The government-owned holding company Dubai World is going to take a minority slice of MGM Mirage's hotel and gaming enterprise for $5 billion. Dubai World's been on a buying spree of late. Lisa Napoli reports.
The mortgage industry can't come up with cash. Mortgage companies are laying people off — or worse, going bankrupt. But investors are smiling on one slice of the mortgage market, the good, old-fashioned thrift. Jill Barshay reports.
States are trying to force sites like Myspace and Facebook to come up with ways to verify their members are a minimum age. Kai Ryssdal talks with Victoria Barret at Forbes magazine to find out what that might do to their bottom lines.
Robert Mondavi gets a lot of the credit for bringing California to prominence in the global wine industry. But his business didn't always see healthy returns. Julia Flynn Siler has written a biography of Mondavi. She talks with Kai Ryssdal.
Relative calm has settled in the stock markets. But there are still some unsettling noises coming from the housing and mortgage industries. Recently, tens of thousands of people in the lending business have lost their jobs. Bob Moon reports.
It used to be that Spanish-speaking singers would occasionally cross over into America's English-language charts. Now, English-speaking artists are looking to deliver their songs in Spanish. Ambar Espinoza reports.
There's been some talk that all the problems China is having with manufacturing can be traced to its get-rich economic system. But commentator Robert Reich says our brand of free market isn't squeaky clean either.
President Bush's speech today to the VFW is the opening volley in a White House campaign to build support for keeping troops in Iraq. And, as Steve Henn reports, the president will have some well-financed allies backing him up.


When you spot the word "JSON" in a line of the data below, copy that line.

+++

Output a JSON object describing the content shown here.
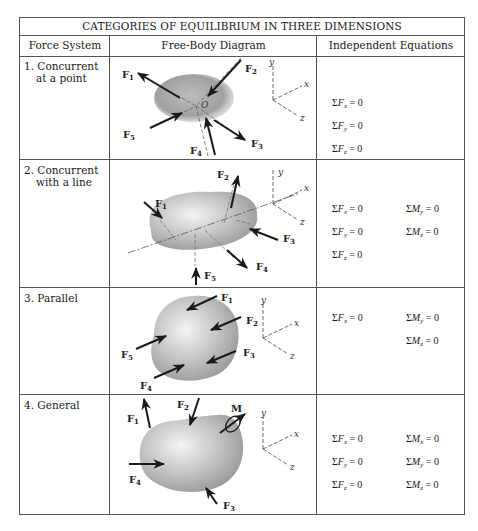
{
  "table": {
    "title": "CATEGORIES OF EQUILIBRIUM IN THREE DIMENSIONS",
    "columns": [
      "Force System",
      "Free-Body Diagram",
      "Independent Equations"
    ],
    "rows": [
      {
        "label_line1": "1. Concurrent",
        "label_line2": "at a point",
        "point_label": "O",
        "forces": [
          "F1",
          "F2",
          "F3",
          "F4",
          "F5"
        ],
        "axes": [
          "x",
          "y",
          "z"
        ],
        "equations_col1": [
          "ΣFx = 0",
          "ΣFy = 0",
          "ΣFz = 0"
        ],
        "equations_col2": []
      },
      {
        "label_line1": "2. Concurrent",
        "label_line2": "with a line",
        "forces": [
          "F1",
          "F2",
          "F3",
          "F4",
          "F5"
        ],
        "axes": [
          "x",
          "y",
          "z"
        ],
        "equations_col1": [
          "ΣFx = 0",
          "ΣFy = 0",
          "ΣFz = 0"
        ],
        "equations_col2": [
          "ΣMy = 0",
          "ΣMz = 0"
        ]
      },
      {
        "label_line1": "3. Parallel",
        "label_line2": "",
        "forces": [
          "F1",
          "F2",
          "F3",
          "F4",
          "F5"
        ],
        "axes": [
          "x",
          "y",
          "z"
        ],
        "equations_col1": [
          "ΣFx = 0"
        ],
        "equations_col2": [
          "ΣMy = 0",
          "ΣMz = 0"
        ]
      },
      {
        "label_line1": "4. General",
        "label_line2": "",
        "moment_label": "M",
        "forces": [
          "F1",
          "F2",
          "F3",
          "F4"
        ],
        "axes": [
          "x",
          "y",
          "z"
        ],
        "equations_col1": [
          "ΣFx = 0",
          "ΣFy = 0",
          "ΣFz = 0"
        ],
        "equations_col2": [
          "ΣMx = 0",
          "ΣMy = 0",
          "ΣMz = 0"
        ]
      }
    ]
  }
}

+++

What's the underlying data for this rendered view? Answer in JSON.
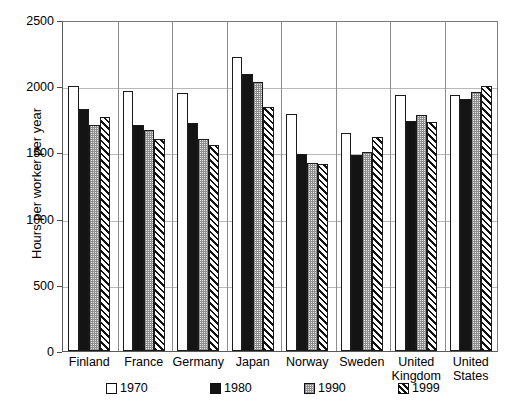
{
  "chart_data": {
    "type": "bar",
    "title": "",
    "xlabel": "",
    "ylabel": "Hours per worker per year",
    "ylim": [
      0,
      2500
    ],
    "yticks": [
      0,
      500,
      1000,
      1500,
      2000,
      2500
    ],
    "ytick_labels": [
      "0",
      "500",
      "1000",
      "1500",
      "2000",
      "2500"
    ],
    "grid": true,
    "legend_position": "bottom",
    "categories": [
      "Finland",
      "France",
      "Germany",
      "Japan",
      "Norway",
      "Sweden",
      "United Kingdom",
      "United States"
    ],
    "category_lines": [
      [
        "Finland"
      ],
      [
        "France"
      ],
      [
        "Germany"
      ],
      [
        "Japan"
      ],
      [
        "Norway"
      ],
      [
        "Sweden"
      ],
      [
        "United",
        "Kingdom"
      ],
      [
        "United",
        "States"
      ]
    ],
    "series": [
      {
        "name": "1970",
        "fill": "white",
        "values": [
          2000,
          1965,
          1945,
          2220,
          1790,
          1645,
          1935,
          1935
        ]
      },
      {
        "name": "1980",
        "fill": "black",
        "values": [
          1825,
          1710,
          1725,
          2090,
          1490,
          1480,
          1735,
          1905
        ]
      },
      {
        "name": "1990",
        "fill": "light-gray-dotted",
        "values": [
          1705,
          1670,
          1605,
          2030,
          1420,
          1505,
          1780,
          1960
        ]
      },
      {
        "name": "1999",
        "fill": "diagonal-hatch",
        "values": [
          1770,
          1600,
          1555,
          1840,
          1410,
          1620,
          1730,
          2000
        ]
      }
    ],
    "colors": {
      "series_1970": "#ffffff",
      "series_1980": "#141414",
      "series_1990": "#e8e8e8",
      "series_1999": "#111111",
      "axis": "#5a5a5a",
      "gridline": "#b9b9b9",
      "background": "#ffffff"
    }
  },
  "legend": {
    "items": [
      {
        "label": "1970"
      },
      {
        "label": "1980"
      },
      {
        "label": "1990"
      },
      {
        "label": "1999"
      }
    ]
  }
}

+++

# Solution to the problem
Output a JSON object describing the content shown here.
What's the underlying data for this rendered view? Answer in JSON.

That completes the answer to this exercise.